Sunday, May 13, 2012

Mamma Mia!

Although I agree that mothers do assume a very important position in most children's development, I couldn't help but see sense when a friend voiced her dissent to the general eulogy for mothers to me some months ago. She said we have been brought up in a culture where we've been taught to believe that mothers always do things for the benefit of their offspring. And hence, that has been popular belief for quite long now.


Some mothers may not have been mothers    some out of whim, some because of force.


And hence, this post is NOT my vote of thanks solely to all the mothers of the world. It's my way of thanking everyone who has done what one would want a mother to do. I clarify, I am not speaking of the stereotypical responsibilities with which women have been entrusted for ages. 


Some children do not have mothers. And yet, if they grow up to be responsible, caring, well-balanced individuals, it does mean that they must have some person who holds light in the cup of their palm, a mother-figure who guides them, explicitly or implicitly, to choose a path; or to make the best of what they have; or to not lose faith.


A mother-figure in Social Psychology is a leader of a group, who plays a key role in supporting the group emotionally. 


Our Hindi teacher in school was once speaking to us about poets. She spoke of them as though, and not wrongly so, under two camps    one with the likes of Sant Kabir, and the other with Tulsidas, et al. While Sant Kabir preached that one must find God everywhere (in oneself, too) and not search for Him/Her/It, Tulsidas said there were the Gods and there were humans. Neither, our teacher said, was wrong per se. Sant Kabir tried bringing about a revolution of sorts among people who would resign to blatant fatalism. Tulsidas, meanwhile, was medicine to the Narcissistic overestimation of one's own capabilities.


What do I mean to establish by comparing two mother-figures from the past to all the mother-figures today? Just that, like everyone else, mother-figures are mortal and are susceptible to opinions and biases and mistakes, and that one mustn't lose hope in life just because one hasn't had the right kind of guidance.


To whom does my love go today, then? It belongs to all those individuals who, despite having been flawed individuals, have let their wards, siblings, neighbours or friends choose their ways in the world; who have lent a shoulder to someone who needed desperately to cry; who have been with people through silences and through tempests; and to all who have been snuffed out or have glowed through the uncertainties of being the light in others' lives.


Of course, I also thank my own mother for having been for me through whatever I have been in, but also every individual apart from her who has shared bouquets and borne brickbats    or has inspired me to; to everyone who taught me that the world must run not on the principle of division, but of sharing.


And I thank every mother of the world who dared to give birth in the face of calamity or gloom, having chosen hope over everything else.


And I thank every mother who thought for her child.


▸ What to work on:
All lines from the one containing "Return 'human hair'" through the last line below must be duplicated exactly, with nothing outside that span.

▸ Supplied records:
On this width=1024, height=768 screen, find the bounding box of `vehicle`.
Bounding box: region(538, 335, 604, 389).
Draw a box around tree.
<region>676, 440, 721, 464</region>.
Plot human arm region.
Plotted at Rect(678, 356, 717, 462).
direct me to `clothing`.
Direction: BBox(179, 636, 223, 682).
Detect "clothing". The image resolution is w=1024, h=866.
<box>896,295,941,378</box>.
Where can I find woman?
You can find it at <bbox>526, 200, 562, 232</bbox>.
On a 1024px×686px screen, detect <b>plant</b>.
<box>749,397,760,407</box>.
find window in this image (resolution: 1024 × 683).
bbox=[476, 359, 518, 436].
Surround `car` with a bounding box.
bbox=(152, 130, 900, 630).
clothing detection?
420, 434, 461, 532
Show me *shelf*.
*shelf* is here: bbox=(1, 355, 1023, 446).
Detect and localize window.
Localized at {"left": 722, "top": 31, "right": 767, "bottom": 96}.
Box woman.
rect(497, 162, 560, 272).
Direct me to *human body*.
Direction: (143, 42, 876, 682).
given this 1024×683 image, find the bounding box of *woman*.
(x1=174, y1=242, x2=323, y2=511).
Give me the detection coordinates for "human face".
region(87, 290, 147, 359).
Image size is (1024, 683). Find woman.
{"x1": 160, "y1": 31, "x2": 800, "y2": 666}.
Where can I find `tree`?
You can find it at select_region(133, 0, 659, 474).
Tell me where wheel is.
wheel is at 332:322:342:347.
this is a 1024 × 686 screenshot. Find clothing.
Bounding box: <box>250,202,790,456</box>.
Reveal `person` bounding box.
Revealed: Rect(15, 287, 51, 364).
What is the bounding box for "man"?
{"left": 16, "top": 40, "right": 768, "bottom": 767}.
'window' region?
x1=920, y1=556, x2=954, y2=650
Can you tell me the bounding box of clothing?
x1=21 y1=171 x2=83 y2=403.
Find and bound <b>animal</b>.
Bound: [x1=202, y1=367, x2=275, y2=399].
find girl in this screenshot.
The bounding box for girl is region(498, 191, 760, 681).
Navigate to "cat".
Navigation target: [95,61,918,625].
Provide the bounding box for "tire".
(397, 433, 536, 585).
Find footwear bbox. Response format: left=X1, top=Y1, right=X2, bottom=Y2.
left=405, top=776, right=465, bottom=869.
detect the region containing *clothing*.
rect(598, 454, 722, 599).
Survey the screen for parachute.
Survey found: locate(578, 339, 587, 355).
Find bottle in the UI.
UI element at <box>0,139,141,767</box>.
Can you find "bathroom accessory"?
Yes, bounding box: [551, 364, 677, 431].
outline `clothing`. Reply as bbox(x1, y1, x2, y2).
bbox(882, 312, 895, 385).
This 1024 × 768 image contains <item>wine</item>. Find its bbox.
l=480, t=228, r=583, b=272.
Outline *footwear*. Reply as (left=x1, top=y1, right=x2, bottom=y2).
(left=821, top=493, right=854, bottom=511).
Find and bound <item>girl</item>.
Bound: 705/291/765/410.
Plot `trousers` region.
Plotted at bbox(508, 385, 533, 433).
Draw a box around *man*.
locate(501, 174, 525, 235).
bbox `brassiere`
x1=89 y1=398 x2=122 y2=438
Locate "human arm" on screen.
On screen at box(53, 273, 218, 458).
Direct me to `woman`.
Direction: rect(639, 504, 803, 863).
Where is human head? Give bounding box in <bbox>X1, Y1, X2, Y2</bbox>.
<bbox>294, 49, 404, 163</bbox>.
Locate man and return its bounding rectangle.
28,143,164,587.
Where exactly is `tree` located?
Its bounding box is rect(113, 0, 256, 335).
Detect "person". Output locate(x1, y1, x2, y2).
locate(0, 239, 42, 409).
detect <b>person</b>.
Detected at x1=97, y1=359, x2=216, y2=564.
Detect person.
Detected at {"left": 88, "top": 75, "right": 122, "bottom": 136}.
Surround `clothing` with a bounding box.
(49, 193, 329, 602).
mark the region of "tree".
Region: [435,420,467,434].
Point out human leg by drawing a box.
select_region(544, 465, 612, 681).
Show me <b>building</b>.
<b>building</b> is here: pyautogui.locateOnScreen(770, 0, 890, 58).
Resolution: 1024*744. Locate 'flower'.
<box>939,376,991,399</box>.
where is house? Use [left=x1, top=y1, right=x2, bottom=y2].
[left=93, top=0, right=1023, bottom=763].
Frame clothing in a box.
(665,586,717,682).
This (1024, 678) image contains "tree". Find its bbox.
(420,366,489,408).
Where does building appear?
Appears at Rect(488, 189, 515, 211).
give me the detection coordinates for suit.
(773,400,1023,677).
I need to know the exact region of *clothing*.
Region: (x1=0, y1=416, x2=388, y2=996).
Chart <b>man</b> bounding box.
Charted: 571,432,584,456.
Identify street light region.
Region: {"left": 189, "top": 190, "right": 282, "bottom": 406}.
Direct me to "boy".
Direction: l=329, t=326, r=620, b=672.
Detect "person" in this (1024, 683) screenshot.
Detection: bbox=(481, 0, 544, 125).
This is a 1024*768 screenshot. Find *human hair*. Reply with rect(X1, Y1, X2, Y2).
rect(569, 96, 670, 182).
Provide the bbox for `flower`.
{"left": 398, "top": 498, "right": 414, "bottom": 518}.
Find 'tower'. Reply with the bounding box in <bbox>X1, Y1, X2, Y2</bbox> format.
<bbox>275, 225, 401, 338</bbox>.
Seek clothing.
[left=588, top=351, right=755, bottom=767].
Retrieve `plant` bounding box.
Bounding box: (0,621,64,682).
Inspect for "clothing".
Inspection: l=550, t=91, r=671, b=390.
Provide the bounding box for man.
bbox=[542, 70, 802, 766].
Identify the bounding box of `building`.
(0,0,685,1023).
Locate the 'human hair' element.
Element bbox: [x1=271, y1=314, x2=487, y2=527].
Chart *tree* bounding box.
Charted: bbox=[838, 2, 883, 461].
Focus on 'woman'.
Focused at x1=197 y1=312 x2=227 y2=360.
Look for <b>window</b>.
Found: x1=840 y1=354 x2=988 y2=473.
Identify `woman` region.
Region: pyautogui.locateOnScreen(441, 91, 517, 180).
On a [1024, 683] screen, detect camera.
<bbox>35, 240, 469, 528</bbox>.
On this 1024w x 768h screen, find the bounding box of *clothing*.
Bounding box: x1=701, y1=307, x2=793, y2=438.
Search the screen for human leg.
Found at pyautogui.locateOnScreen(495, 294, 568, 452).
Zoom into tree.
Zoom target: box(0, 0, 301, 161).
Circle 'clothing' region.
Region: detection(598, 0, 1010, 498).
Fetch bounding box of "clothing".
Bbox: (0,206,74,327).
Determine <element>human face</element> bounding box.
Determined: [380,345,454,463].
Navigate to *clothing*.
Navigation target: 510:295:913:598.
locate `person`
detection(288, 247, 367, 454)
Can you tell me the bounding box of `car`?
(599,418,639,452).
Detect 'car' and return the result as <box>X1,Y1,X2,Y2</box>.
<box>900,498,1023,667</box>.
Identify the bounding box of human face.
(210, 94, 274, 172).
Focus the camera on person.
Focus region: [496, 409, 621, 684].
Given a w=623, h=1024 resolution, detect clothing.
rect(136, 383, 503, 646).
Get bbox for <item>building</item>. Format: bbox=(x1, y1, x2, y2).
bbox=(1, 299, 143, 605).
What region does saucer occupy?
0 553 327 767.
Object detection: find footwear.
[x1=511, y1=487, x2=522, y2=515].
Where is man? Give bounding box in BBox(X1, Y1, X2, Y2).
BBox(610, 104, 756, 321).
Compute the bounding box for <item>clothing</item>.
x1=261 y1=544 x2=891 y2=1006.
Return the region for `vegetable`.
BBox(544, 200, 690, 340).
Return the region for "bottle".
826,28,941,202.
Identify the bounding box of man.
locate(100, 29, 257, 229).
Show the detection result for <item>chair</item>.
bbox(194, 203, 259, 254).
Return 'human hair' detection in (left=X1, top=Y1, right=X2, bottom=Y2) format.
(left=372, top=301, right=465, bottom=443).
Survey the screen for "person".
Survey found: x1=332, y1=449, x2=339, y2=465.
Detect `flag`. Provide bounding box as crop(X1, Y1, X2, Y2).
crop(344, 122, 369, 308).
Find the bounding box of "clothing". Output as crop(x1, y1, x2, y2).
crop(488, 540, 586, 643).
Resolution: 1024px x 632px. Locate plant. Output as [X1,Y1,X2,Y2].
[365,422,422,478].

▸ Output:
Return 'human hair' detection in (left=X1, top=Y1, right=X2, bottom=Y2) format.
(left=372, top=301, right=465, bottom=443).
Survey the screen for "person".
Survey found: x1=332, y1=449, x2=339, y2=465.
Detect `flag`. Provide bounding box as crop(X1, Y1, X2, Y2).
crop(344, 122, 369, 308).
Find the bounding box of "clothing". Output as crop(x1, y1, x2, y2).
crop(488, 540, 586, 643).
Resolution: 1024px x 632px. Locate plant. Output as [X1,Y1,X2,Y2].
[365,422,422,478].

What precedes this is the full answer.